“There literally are millions of different
ways of putting it all together,” says Roy, who has a degree in recreation and
has worked in coaching and camping.
He envisions the mobile maze as a fun
apparatus that also teaches important lessons.
“I really want to produce opportunities for
children to learn that they can enjoy things, that they can accomplish things,”
he says.
Challenging the tunnel can help a child to
build confidence. It also exercises the spatial-reasoning parts of the brain.
The tunnels and mazes can turn the tables in gym class, giving small students an
edge over the big, muscular athletes.
The idea started off as a hand-held wooden
puzzle. Roy made a small box out of balsa wood with moveable panels inside.
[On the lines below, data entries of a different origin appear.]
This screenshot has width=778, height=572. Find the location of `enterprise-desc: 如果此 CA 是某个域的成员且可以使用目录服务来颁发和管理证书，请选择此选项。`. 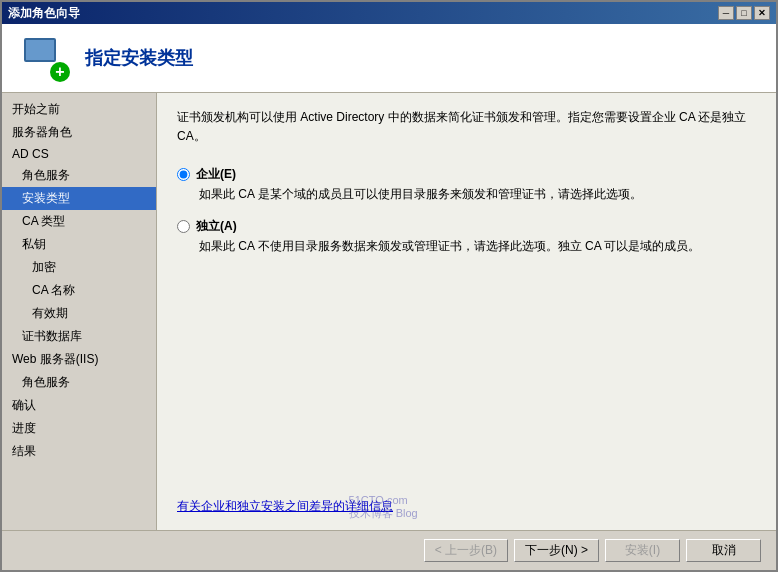

enterprise-desc: 如果此 CA 是某个域的成员且可以使用目录服务来颁发和管理证书，请选择此选项。 is located at coordinates (466, 194).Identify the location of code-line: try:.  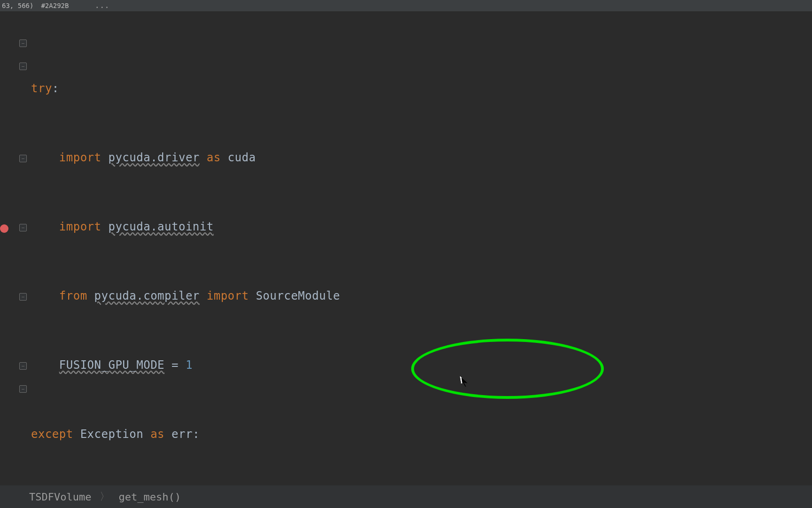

The idea behind the box was to go through some mental exercise by maneuvering a
ball bearing through the hand-held maze.
“Then I though , ‘What would this be like it
it was life size?’”
He make his first version of the Mobile
Spelunking System out of plywood and let a summer camp try it out. It has been
tested at the camp for two years, he says, “and it’s still a hit.”
Once he has his first model complete, he met
with Bairdmore School principal Janice Low and three of her staff,
including phys ed teacher Darrel Dyck, and with Ryerson School principal
Val Burch and phys ed teacher Wayne Scantlebury.
Whatever skepticism there may have been in
the first discussion vanished when teachers saw children crawling through the
tunnels and running back into line for more. Teachers even ventured into the
tunnel. “It exceeded my expectations,” says Roy.
The test run with leadership students at
Fort Richmond gave the inventor a chance to see how older kids respond to a more
challenging configuration.
“It was so much fun,” said Richa Tandon,
one of the first Fort Richmond students to try the maze. Tandon, the smallest
member of her team, helped guide taller teammates through the maze in a
leadership exercise.
Teammate Krysten Leroux sees the
Mobile Spelunking System as a potential hit: “I could picture it at kids’
birthday parties.”
The test runs at the schools are helping
prepare the product for the marketplace. Roy expects to sell the full
eight-foot-cube version to schools and camps for about $7,500, as well as
producing a smaller and less expensive version for back yard use.
He’s looking forward to launching the
product in the marketplace, but to the inventor it’s already been a success.
“I’m a bit of a kid at heart,” he says.
“It was fun putting it together and fun seeing the kids go through it.”